Data Discipline: How Hackers Took on Science

(Book manuscript under contract with Columbia University Press.)

“Data scientists” have appeared in industry, government, and academia in vast numbers over the past decade. They were noted for using statistics and computer programming to make discoveries with large-scale datasets, which spurred new applications, ranging from cardiovascular or traffic monitoring to ad placements and election meddling. But data science tasks, skills, and roles remained obscure and subject to uneasy internal debates, watched by established scientists, engineers, and analysts with some skepticism. Confusion and contestation around the workings of data science has raised questions about its rapid rise to public salience. How did a loose band of nerds and hackers present mostly old and partly questionable ideas as a new science? Science or not, how could this technical work gain broad recognition?

Data science is complex, which makes its underpinnings hard to untangle. This book presents a comprehensive approach that explains data science’s emergence through historical, quantitative, qualitative, and reflexive perspectives. The historical perspective draws on a large body of writing about the development of quantitative thinking. Data science’s magnitude, technical complexity, and emergent status pose thornier challenges. The book uses a large-scale dataset to capture data science skills across industries and implements and critically unpacks a data science analysis to illustrate data science work. To capture its emergent dynamics, the book reports on observations of early data science events. These events put speakers in front of audiences without understanding this new role themselves and without the opportunity to hide their uncertainty—a situation that offers deep insights into data science’s formation.

The book’s first part locates data science in different social contexts.

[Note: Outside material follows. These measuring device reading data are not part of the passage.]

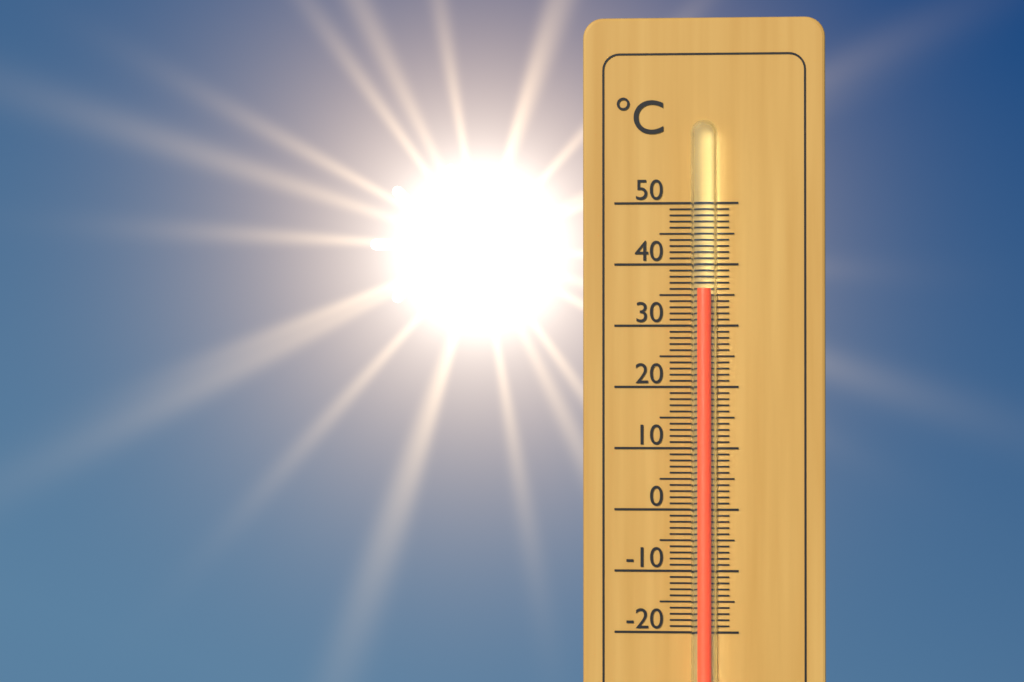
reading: 36 °C
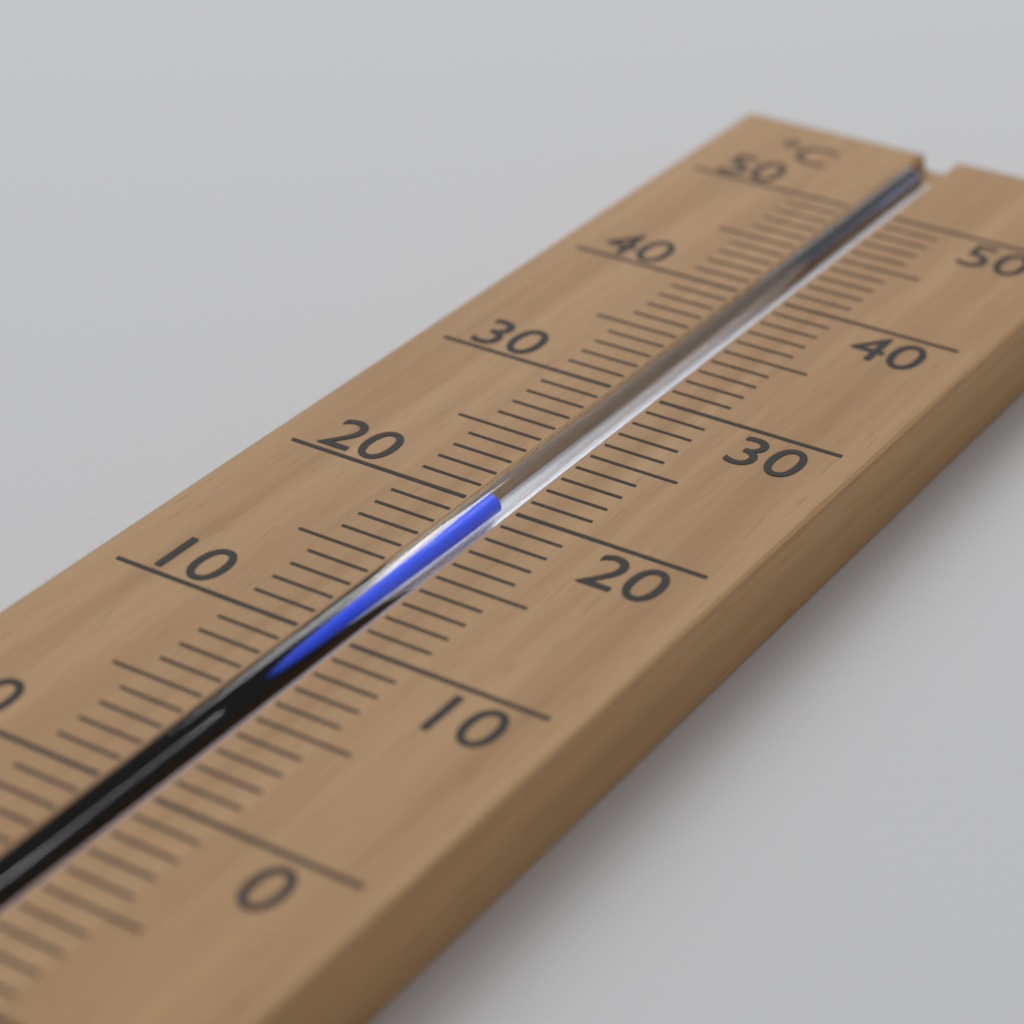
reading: 20 °C
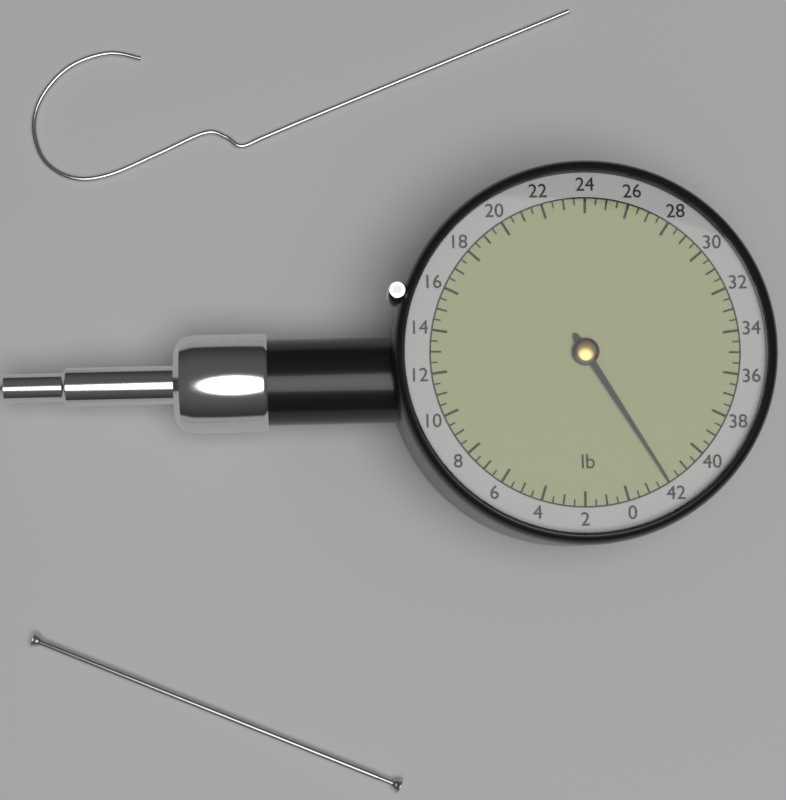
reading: 42.0 lb
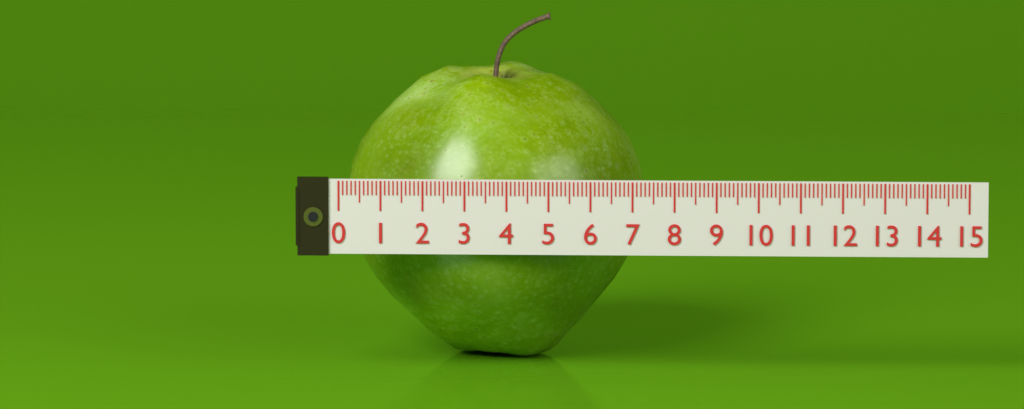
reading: 7.2 (no unit)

Data science centers on the application of quantitative expertise to a wide range of problems, including in commerce, management, medicine, and public services. This focus leads to practical concerns that have come up in academic discussions for the past two centuries, only to be declared as lacking scientific relevance and thus set aside. New technologies of the Digital Transformation have introduced similar problems into firms and other applied settings. But neither academics nor technologies or businesses created a new science; data science emerged among nerds, hackers, coders, and scholars who found their practical data work worthwhile of discussion. 

The book’s second part follows those early discussions in New York City, where tech received new attention in the hopes of moving past the 2008 financial crisis. The analysis turns to the micro level to capture data science’s inception in this mix of enthusiasm and uncertainty. It considers public gatherings at which data nerds presented new projects and ideas that seemed familiar until speakers focused on obscure data-analytic details. Then they slipped in stories of their broader experiences, struggles with clients, colleagues, scientists, and their own anxieties, without any obvious link to technical work. Counterintuitively, these qualitative observations about their otherwise formal work and its surroundings were crucial for defining a professional role and identity. The book shows how the interplay of personal reflection, technical rigor, and public scrutiny gave the digital era, for better or for worse, a human face.